BOOKS RECEIVED: Two VERY different DAUGHTERS!

Some of you long time readers may recall that I’ve been a character in a sci-fi series. I was even killed… at least once. If that isn’t a motivation to read them, I don’t know what is.

I became a ongoing character in Chris Kennedy‘s zany series after he reached out to people to sign up to be “Red Shirts” in his books: basically cannon fodder whom he would name but then shamelessly kill off, just as the “Red Shirts” in Star Trek seem not to last beyond the 4th minute of the first segment.  I told him, “I can’t be a Red Shirt, but I can be a BLACK Shirt!”  He took me up on it.  Subsequently, I have some great lines and I get to kill really evil aliens.  Sure, I die… at least once.   But I’m not dead, yet.

At any rate, I’ve been exchanging emails with the author of those rollicking fun books about our mutual writing projects and disciplines. In solidarity, I should give him a shout for a new book and series he is working on. I haven’t read it yet.

The Mutineer’s Daughter (In Revolution Born Book 1) US HERE – UK HERE

NB: I’m not in that one, btw.  Frankly, I don’t have a clue.  However, Chris is an upstanding guy, an officer and a gentleman.   I don’t think he would clue me in on something that I couldn’t share.   That said, Kennedy’s books are fun.  They aren’t Heinlein.  They aren’t Azimoz.  They are more like… The Magificent Seven meet Star Gate.

Also, on an entirely different tack, one of you readers sent me a copy of a new book The Radiance of Her Face: A Triptych in Honor of Mary Immaculate by Dom Xavier Perrin. US HERE – UK HERE

Mary is, of course, as Il Poeta calls her “the daughter of her Son”.

This little 2006 book was originally in French.  The writers is a Benedictine monk of Solesmes who is now Abbot of Quarr.  In the preface we read:

“There are some rather bold statements to be found here.  Anyone entirely committed to the cause of sixteenth-century Reformers will scarcely find them easy to swallow.”

I’m looking forward to getting into this one.  In print, it is a dense 72 pages from the purveyor of high quality Catholic Books, the increasingly indispensable Angelico Press.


What is the number of lines in the listing below that contain the string "connector"? Give that number only.

-------- Extracted information

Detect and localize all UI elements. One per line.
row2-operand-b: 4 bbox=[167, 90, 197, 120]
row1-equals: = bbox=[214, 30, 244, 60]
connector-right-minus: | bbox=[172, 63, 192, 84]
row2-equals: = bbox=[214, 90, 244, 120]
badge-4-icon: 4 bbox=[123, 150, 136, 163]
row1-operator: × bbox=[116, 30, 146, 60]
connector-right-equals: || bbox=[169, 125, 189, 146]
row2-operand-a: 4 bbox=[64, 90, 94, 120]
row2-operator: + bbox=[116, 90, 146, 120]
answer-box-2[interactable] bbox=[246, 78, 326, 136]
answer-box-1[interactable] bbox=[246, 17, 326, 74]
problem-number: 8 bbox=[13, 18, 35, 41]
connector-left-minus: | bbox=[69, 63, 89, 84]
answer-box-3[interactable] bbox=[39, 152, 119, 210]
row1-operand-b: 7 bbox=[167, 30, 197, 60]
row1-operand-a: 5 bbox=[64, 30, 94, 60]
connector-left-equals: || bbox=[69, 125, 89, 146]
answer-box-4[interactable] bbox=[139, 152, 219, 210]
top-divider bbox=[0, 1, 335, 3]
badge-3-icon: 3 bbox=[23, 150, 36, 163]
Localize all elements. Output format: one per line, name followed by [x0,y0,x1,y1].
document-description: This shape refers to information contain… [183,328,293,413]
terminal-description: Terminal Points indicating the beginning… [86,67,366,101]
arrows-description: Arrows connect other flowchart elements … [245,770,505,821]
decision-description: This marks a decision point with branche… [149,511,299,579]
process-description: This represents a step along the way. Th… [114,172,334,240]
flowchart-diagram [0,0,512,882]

----------------

**Answer box:**
4